Pharmaceutical Executive

The UK’s National Institute for Health and Care Excellence (NICE) set out their proposals for value-based assessment (VBA) in March 2014.

The UK’s National Institute for Health and Care Excellence (NICE) set out their proposals for value-based assessment (VBA) in March 2014.  VBA is what value-based pricing (VBP) has essentially morphed into.

Much work is going on behind closed doors to inform responses as the consultation closing date of the 20th June 2014 approaches. But Sanofi have gone further than some in sharing their thinking early and set out a five-point plan for what the company wants to see under VBA.  They want:

 

  • increased role of experts by experience in appraisals;

  • clarification on Burden of Illness and Wider Societal Impact to ensure committees are consistent in their approach to these additional modifiers;

  • reinstatement and reform of End of Life criteria (these permit Appraisal Committees to be more flexible and ‘uplift’ the Quality Adjusted Life Years (QALYs) generated in terminal conditions; in effect raising the cost effectiveness threshold);

  • new rules on the comparators to be used in NICE appraisals.

Sanofi and NICE
Sanofi has some very recent experience of being ‘NICE’d’.  Their bowel cancer drug, Zaltrap (aflibercept) was rejected in March 2014.  Jevtana (cabazitaxel) for prostate cancer was also rejected back in May 2012.

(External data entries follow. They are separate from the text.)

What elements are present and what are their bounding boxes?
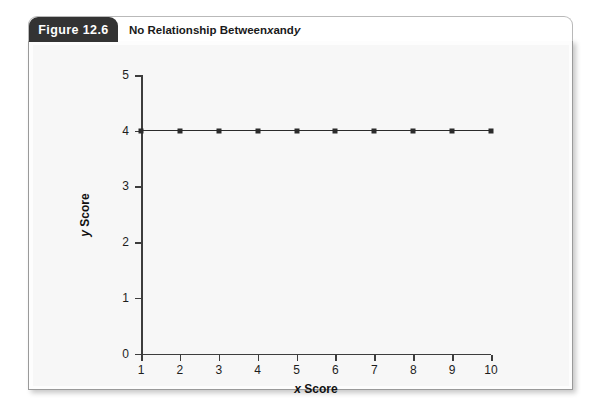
x-tick-mark: [297, 355, 299, 361]
series-line-segment: [141, 130, 180, 132]
x-tick-label: 10: [476, 363, 506, 377]
series-line-segment: [297, 130, 336, 132]
x-axis-title-rest: Score: [301, 382, 338, 396]
data-point-marker: [139, 128, 144, 133]
x-tick-mark: [491, 355, 493, 361]
y-tick-label: 4: [107, 124, 129, 138]
y-axis-title-rest: Score: [78, 193, 92, 230]
figure-title: No Relationship Between x and y: [129, 17, 300, 42]
y-tick-label: 1: [107, 291, 129, 305]
figure-title-prefix: No Relationship Between: [129, 24, 267, 36]
y-tick-label: 0: [107, 347, 129, 361]
x-tick-label: 7: [359, 363, 389, 377]
series-line-segment: [374, 130, 413, 132]
y-tick-mark: [135, 75, 141, 77]
data-point-marker: [372, 128, 377, 133]
series-line-segment: [180, 130, 219, 132]
x-tick-mark: [180, 355, 182, 361]
x-tick-label: 1: [126, 363, 156, 377]
y-axis-title-symbol: y: [78, 230, 92, 237]
y-tick-mark: [135, 242, 141, 244]
y-axis-title: y Score: [78, 193, 92, 236]
x-tick-mark: [258, 355, 260, 361]
series-line-segment: [219, 130, 258, 132]
series-line-segment: [335, 130, 374, 132]
x-tick-label: 5: [282, 363, 312, 377]
x-axis-title: x Score: [141, 382, 491, 396]
series-line-segment: [452, 130, 491, 132]
x-tick-label: 2: [165, 363, 195, 377]
x-tick-mark: [374, 355, 376, 361]
y-axis-line: [141, 75, 143, 355]
figure-number-tab: Figure 12.6: [29, 17, 118, 42]
figure-body: 012345 12345678910 y Score x Score: [28, 40, 573, 390]
data-point-marker: [411, 128, 416, 133]
data-point-marker: [294, 128, 299, 133]
x-tick-mark: [335, 355, 337, 361]
x-axis-title-symbol: x: [294, 382, 301, 396]
x-tick-label: 8: [398, 363, 428, 377]
x-tick-mark: [452, 355, 454, 361]
x-tick-mark: [219, 355, 221, 361]
data-point-marker: [216, 128, 221, 133]
figure-number-label: Figure 12.6: [38, 23, 108, 37]
x-tick-label: 9: [437, 363, 467, 377]
y-tick-label: 5: [107, 68, 129, 82]
data-point-marker: [177, 128, 182, 133]
figure-header: No Relationship Between x and y Figure 1…: [28, 16, 573, 41]
figure-title-y-symbol: y: [294, 24, 300, 36]
y-tick-label: 3: [107, 179, 129, 193]
x-axis-line: [141, 354, 491, 356]
y-tick-label: 2: [107, 235, 129, 249]
x-tick-mark: [413, 355, 415, 361]
series-line-segment: [258, 130, 297, 132]
data-point-marker: [333, 128, 338, 133]
x-tick-mark: [141, 355, 143, 361]
data-point-marker: [255, 128, 260, 133]
y-tick-mark: [135, 186, 141, 188]
figure-panel: 012345 12345678910 y Score x Score No Re…: [28, 16, 573, 390]
figure-title-middle: and: [273, 24, 293, 36]
x-tick-label: 6: [320, 363, 350, 377]
chart-area: 012345 12345678910 y Score x Score: [29, 41, 574, 391]
x-tick-label: 4: [243, 363, 273, 377]
data-point-marker: [489, 128, 494, 133]
y-tick-mark: [135, 298, 141, 300]
series-line-segment: [413, 130, 452, 132]
data-point-marker: [450, 128, 455, 133]
x-tick-label: 3: [204, 363, 234, 377]
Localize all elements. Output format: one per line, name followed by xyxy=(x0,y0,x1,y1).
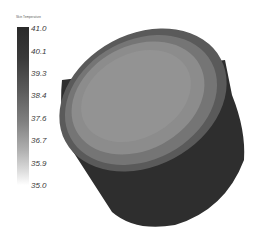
temperature-3d-plot xyxy=(0,0,260,242)
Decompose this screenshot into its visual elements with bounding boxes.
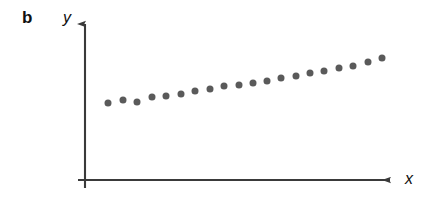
figure-panel-b: b y x bbox=[0, 0, 434, 210]
data-point bbox=[120, 97, 127, 104]
data-point bbox=[178, 91, 185, 98]
y-axis-label: y bbox=[63, 10, 71, 26]
data-point bbox=[379, 55, 386, 62]
data-point bbox=[149, 94, 156, 101]
data-point bbox=[236, 82, 243, 89]
data-point bbox=[307, 70, 314, 77]
data-point bbox=[192, 88, 199, 95]
data-point bbox=[336, 65, 343, 72]
data-point bbox=[250, 80, 257, 87]
data-point bbox=[105, 100, 112, 107]
data-point bbox=[207, 86, 214, 93]
data-point bbox=[163, 93, 170, 100]
data-point bbox=[321, 68, 328, 75]
axis-lines bbox=[78, 24, 390, 188]
data-point bbox=[365, 59, 372, 66]
data-point-group bbox=[105, 55, 386, 107]
data-point bbox=[293, 73, 300, 80]
data-point bbox=[134, 99, 141, 106]
data-point bbox=[278, 75, 285, 82]
data-point bbox=[264, 78, 271, 85]
data-point bbox=[221, 83, 228, 90]
x-axis-label: x bbox=[405, 171, 413, 187]
scatter-plot bbox=[0, 0, 434, 210]
data-point bbox=[350, 63, 357, 70]
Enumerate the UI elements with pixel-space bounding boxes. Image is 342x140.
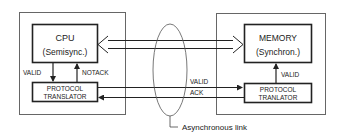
link-valid-label: VALID bbox=[190, 78, 209, 85]
left-translator-line1: PROTOCOL bbox=[47, 85, 84, 92]
memory-subtitle: (Synchron.) bbox=[256, 47, 300, 57]
async-link-ellipse bbox=[153, 24, 187, 116]
data-bus-arrow bbox=[98, 36, 243, 53]
left-translator-line2: TRANSLATOR bbox=[43, 93, 86, 100]
callout-leader bbox=[170, 116, 178, 127]
async-link-callout: Asynchronous link bbox=[182, 123, 248, 132]
diagram-canvas: CPU (Semisync.) PROTOCOL TRANSLATOR VALI… bbox=[0, 0, 342, 140]
cpu-subtitle: (Semisync.) bbox=[43, 47, 88, 57]
cpu-valid-label: VALID bbox=[23, 69, 42, 76]
cpu-notack-label: NOTACK bbox=[82, 69, 109, 76]
memory-title: MEMORY bbox=[259, 33, 297, 43]
link-ack-label: ACK bbox=[190, 89, 204, 96]
right-translator-line1: PROTOCOL bbox=[260, 86, 297, 93]
memory-valid-label: VALID bbox=[281, 71, 300, 78]
right-translator-line2: TRANLATOR bbox=[259, 94, 298, 101]
cpu-title: CPU bbox=[55, 33, 74, 43]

But Sanofi have also benefitted from the Cancer Drugs Fund (CDF), a ring fenced fund put in place when NICE has not yet come to a view, or when NICE says no.  And if the CDF disappears as planned in 2016, getting NICE reformed must be a longer-term aim for Sanofi.  (Although I still remain confused about the status of the CDF; how does it work when the Pharmaceutical Price Regulation Scheme [PPRS] has effectively ring-fenced expenditure on branded medicines for the whole of the NHS in England, does this not include products in the CDF?)

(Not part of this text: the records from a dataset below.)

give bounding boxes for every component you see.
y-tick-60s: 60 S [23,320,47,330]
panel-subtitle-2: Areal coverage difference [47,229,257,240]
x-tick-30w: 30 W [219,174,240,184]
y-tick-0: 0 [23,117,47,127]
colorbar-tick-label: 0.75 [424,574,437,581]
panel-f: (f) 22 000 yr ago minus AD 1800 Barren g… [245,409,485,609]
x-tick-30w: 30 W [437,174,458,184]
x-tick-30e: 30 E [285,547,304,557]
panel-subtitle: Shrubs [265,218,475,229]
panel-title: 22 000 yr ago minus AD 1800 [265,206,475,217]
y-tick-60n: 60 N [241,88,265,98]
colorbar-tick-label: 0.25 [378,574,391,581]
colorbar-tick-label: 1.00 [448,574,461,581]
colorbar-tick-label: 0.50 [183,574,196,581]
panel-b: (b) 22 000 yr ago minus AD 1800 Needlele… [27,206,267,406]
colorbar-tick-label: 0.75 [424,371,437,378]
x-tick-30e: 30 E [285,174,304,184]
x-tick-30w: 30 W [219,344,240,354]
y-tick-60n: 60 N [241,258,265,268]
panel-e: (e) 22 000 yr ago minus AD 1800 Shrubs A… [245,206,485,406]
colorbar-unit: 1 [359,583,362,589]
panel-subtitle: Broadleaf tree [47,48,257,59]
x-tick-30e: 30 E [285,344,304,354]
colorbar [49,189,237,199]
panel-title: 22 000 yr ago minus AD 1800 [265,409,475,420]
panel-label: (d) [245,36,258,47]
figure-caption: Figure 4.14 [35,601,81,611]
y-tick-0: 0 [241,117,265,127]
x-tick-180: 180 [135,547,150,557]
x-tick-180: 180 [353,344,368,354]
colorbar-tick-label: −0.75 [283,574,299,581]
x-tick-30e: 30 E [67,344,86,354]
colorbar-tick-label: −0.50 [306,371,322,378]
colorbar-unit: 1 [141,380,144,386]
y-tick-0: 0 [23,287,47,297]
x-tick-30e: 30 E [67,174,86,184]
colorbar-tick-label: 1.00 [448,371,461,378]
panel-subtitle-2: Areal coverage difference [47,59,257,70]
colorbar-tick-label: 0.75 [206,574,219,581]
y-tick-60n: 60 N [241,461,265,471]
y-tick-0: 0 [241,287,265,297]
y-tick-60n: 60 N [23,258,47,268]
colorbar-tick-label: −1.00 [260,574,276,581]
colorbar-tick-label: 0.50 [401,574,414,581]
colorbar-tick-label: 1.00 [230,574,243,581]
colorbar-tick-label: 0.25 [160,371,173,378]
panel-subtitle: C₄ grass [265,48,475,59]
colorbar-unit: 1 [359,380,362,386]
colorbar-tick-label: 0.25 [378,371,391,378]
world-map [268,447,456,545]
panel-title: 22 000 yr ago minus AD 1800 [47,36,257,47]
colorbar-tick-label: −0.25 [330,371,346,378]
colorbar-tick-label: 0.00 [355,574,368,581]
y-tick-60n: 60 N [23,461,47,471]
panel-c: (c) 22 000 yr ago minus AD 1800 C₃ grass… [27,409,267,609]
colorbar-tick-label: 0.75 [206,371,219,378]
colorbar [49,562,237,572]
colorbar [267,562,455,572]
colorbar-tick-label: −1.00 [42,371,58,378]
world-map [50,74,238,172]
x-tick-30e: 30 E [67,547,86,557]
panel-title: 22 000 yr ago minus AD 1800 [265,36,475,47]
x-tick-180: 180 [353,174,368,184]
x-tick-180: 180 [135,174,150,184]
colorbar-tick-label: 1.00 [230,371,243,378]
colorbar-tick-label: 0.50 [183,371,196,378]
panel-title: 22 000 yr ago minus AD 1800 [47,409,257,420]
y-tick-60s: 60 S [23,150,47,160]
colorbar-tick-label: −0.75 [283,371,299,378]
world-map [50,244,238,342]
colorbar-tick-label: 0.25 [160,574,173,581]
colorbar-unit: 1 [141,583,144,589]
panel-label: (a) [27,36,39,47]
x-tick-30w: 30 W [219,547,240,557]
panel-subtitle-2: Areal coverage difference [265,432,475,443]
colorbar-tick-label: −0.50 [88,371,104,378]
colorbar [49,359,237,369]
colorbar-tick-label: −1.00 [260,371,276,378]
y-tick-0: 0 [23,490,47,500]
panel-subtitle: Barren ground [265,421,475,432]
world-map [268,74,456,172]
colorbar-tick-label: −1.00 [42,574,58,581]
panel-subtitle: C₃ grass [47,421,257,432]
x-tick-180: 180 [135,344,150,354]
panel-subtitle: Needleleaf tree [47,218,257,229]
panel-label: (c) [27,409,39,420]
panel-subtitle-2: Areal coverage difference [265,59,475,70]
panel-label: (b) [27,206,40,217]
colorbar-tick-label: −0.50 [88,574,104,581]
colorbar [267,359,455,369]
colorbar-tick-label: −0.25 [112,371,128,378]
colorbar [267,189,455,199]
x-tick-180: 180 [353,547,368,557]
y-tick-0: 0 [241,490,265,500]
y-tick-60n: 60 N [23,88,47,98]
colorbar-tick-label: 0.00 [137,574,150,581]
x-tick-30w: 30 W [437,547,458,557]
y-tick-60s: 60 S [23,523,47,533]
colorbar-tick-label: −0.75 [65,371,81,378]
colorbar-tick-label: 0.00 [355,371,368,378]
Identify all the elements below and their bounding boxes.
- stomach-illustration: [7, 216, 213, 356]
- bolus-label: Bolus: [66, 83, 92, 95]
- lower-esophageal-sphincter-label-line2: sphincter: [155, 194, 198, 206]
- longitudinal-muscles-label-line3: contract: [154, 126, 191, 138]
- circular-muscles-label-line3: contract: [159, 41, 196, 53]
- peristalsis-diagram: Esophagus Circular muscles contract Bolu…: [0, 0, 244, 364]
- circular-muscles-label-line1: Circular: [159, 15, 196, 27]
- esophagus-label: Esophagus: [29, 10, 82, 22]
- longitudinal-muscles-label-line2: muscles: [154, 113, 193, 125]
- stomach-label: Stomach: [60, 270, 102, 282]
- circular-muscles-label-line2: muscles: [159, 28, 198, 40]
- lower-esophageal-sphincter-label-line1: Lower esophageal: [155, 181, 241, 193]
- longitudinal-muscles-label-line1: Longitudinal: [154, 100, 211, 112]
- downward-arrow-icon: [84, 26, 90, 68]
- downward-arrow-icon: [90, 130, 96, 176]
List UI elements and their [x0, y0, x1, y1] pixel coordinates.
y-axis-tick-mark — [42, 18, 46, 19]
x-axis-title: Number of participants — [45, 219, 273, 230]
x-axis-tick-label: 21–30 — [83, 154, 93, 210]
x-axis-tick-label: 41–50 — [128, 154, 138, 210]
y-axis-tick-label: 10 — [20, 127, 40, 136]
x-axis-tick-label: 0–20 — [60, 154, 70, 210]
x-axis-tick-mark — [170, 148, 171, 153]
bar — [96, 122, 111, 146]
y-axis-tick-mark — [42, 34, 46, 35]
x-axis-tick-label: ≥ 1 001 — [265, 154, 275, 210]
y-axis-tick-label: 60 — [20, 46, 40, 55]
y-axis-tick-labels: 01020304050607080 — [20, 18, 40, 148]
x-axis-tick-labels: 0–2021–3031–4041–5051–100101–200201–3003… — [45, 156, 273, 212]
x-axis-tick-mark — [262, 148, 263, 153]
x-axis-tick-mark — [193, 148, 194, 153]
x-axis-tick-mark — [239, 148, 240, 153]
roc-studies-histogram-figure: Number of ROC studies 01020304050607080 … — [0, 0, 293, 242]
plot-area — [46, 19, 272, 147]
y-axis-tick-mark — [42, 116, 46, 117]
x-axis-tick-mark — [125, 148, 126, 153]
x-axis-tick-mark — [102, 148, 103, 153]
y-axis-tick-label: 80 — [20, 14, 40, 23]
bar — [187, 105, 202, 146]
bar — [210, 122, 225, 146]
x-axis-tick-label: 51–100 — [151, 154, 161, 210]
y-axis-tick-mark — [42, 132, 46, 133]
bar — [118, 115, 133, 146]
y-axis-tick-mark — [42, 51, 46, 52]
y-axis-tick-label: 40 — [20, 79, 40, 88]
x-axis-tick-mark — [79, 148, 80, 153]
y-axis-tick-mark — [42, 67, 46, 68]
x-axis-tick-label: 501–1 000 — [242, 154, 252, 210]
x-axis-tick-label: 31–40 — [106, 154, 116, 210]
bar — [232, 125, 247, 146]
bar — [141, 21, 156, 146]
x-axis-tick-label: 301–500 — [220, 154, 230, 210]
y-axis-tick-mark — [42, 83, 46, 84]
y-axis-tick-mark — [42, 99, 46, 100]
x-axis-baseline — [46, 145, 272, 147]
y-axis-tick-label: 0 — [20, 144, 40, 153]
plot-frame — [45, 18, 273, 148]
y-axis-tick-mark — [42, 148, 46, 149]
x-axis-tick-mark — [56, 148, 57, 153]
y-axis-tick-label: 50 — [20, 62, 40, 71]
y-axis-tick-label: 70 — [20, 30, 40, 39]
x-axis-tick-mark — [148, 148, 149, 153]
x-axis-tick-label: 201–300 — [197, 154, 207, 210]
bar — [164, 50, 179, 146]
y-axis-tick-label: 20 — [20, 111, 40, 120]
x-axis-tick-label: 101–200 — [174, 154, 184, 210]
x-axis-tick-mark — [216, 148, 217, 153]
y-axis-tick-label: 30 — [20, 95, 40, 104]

Will Sanofi’s views be shared by others?
Some of the issues Sanofi raised are bound to resonate across the industry, and others even with patient and carer groups.  The latter may well want a say on both Burden of Illness; who better to say what it is like living with a condition, than, well those living the condition. And Wider Societal Impact too; similarly, those with the condition, and arguably carers too, will know what they have stopped doing/done less of because of their condition.  What we don’t know is whether NICE will listen.

The VBA consultation closes in a matter of weeks.  NICE will take the responses in, and working with their methods group, cogitate on what might be do-able and what might not.  In any case, we won’t see the first decisions under VBA for some time.